Fredrik
Fredrik

Reputation: 11

Trying to add trailing slash with htaccess, results in a absolute path

What I'm trying to achive is to have all urls on my page look like http://domain.com/page/, no extensions, but a trailing slash. If a user happends to write http://domain.com/page or http://domain.com/page.php it will redirect to the first url. After some googling i found this code, and it's close to working, but when you leave out the trailing slash in your request the url becomes something like http://domain.com/Users/"..."/page/ and therefor returns a 404. My .htaccess looks like this:

RewriteEngine On
RewriteCond %{REQUEST_FILENAME} !-d
RewriteCond %{THE_REQUEST} ^GET\ /[^?\s]+\.php
RewriteRule (.*)\.php$ /$1/ [L,R=301]

RewriteCond %{REQUEST_FILENAME} !-d
RewriteRule (.*)/$ $1.php [L]

RewriteCond %{REQUEST_FILENAME} !(.*)/$
RewriteRule (.*)/$ $1.php [L]

RewriteCond %{REQUEST_FILENAME}.php -f
RewriteRule .*[^/]$ $0/ [L,R=301]

I've been trying to add an additional rule but I really don't get any of this and I haven't been able to find any answers.

Upvotes: 1

Views: 1349

Answers (1)

Andrew
Andrew

Reputation: 14457

For a scenario like this one, the .htaccess author has to consider both what the browser URL bar should display and what file the web server should return/execute. Note also that each external redirect starts the processing of the rewrite directives over.

With that in mind, start by taking care of which file is returned when the URL is in the correct format:

RewriteEngine on

RewriteRule ^/?$ /index.php [L]
RewriteRule ([^./]+)/$ /$1.php [L]

Then, deal with URLs with no trailing slash by redirecting them with [R=301]:

RewriteRule ^/(.*)\.[^.]*$ http://www.example.com/$1/ [R=301,L]
RewriteRule ^/(.*)$ http://www.example.com/$1/ [R=301,L]

Note that the first of these two rules should also take care of the case where there is a filename (like something.php) but also a trailing slash by eliminating the filename extension and re-adding the slash.

Keep in mind that, if your internal directory structure does not match what the web server is serving (as is often the case in shared hosting scenarios), you will likely need to add a RewriteBase directive immediately after the RewriteEngine directive. See the Apache docs for an explanation.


### Exercise
The required result is one figure, the count of lines below with the string "ylabel" in them.

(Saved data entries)
....................

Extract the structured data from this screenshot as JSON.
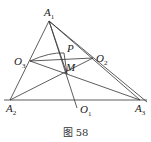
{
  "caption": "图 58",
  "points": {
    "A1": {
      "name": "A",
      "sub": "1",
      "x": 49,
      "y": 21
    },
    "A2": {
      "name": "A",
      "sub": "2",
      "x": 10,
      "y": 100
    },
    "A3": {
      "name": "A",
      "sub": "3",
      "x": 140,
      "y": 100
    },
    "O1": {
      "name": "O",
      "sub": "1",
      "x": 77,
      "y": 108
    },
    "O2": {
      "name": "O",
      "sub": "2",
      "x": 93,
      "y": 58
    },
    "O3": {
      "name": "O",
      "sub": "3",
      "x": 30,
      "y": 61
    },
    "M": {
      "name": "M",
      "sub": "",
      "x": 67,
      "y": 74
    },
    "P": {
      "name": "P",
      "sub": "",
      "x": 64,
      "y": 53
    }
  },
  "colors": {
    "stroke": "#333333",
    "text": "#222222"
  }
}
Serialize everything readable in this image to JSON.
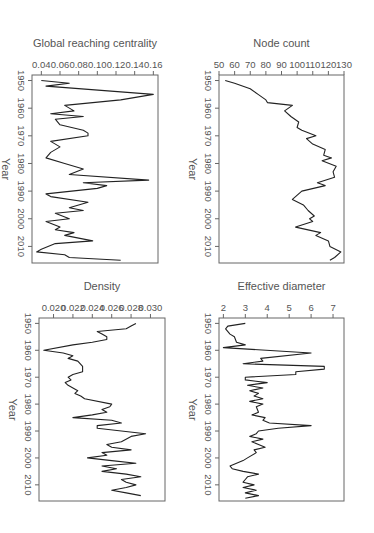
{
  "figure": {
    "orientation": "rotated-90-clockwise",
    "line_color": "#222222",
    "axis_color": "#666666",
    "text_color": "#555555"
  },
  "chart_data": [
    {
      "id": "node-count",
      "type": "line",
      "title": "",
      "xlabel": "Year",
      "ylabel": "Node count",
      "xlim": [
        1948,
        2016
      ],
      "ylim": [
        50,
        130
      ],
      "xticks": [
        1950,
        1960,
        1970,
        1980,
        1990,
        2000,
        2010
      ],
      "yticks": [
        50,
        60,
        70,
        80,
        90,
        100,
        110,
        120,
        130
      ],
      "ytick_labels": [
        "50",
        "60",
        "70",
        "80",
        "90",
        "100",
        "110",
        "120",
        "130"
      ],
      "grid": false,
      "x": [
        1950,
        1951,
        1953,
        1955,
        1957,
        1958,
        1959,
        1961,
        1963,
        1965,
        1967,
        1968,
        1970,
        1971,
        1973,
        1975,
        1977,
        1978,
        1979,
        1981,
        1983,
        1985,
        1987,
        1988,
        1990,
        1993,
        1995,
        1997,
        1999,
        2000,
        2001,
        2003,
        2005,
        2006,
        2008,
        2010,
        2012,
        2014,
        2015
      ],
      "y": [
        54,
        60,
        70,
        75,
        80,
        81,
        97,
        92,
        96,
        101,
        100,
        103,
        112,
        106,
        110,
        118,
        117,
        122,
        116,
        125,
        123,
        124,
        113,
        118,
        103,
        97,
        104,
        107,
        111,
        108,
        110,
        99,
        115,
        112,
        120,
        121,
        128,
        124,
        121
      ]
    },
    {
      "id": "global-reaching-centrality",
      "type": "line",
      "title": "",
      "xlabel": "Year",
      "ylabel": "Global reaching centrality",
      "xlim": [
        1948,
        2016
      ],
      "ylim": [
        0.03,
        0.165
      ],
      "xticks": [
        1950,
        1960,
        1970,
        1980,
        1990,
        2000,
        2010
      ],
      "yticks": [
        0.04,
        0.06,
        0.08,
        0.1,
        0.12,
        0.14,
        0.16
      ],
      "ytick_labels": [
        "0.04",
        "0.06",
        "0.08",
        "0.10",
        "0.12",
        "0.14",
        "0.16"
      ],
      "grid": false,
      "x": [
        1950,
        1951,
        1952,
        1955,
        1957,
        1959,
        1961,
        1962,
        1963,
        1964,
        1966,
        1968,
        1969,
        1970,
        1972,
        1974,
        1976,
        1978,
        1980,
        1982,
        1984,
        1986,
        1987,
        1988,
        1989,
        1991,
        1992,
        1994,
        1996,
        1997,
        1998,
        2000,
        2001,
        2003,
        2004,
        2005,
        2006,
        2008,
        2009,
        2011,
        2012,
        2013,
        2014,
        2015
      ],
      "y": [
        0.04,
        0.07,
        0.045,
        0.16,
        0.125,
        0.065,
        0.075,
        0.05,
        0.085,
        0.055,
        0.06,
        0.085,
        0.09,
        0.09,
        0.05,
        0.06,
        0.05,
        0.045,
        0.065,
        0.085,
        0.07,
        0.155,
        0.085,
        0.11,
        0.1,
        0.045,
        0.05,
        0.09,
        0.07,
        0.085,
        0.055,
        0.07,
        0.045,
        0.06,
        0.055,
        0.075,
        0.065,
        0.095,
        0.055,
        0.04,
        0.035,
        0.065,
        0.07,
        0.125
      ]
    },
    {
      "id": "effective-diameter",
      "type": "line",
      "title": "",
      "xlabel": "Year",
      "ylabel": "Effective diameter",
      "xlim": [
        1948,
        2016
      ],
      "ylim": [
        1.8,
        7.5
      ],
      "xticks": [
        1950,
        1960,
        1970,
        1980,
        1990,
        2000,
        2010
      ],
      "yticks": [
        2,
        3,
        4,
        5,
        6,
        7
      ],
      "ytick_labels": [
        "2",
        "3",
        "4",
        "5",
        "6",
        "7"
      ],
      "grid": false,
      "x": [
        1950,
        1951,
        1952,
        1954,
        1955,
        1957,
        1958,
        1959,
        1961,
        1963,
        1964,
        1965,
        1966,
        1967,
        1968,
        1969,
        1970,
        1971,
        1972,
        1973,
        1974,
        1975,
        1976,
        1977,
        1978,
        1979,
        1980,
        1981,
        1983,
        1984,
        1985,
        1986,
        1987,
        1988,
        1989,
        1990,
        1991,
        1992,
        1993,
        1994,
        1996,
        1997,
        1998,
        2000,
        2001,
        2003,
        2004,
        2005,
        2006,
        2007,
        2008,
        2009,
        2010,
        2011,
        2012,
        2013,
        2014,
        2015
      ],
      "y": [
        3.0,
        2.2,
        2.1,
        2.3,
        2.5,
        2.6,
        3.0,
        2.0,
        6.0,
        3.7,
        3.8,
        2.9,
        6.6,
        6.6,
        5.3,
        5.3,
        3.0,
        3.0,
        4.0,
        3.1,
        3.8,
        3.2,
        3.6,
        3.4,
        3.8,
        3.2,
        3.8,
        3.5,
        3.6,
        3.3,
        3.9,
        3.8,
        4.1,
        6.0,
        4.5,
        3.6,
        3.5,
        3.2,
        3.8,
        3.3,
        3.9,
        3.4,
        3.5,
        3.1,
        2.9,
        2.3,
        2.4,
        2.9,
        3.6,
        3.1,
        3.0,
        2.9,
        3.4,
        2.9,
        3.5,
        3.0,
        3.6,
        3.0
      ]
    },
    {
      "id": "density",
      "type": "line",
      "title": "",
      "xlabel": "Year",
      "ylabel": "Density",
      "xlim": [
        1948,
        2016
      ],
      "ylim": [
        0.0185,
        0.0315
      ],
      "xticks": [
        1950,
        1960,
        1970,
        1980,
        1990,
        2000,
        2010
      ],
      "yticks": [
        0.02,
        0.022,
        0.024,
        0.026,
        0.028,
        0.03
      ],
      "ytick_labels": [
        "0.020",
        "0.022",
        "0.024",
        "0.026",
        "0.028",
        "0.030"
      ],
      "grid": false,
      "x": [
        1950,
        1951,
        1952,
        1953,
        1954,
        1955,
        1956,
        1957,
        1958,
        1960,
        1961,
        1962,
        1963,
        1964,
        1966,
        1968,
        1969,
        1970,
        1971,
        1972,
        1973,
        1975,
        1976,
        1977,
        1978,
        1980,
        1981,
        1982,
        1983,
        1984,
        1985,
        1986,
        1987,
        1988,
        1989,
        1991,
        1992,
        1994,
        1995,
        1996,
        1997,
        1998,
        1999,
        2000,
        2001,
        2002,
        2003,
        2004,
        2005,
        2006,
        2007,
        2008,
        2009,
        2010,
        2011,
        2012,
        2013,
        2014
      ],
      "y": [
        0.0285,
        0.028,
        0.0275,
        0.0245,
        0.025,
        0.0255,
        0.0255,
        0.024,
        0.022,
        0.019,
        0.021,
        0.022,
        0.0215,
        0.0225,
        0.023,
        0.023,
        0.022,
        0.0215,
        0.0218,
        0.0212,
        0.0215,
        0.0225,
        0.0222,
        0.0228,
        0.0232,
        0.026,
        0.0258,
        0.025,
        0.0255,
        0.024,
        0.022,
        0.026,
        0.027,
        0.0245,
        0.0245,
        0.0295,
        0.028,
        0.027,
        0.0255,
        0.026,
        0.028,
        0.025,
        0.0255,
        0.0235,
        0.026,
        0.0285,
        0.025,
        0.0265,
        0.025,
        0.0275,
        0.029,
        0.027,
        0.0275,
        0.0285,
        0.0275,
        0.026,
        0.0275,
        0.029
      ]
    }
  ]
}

....................

### Exercise result
4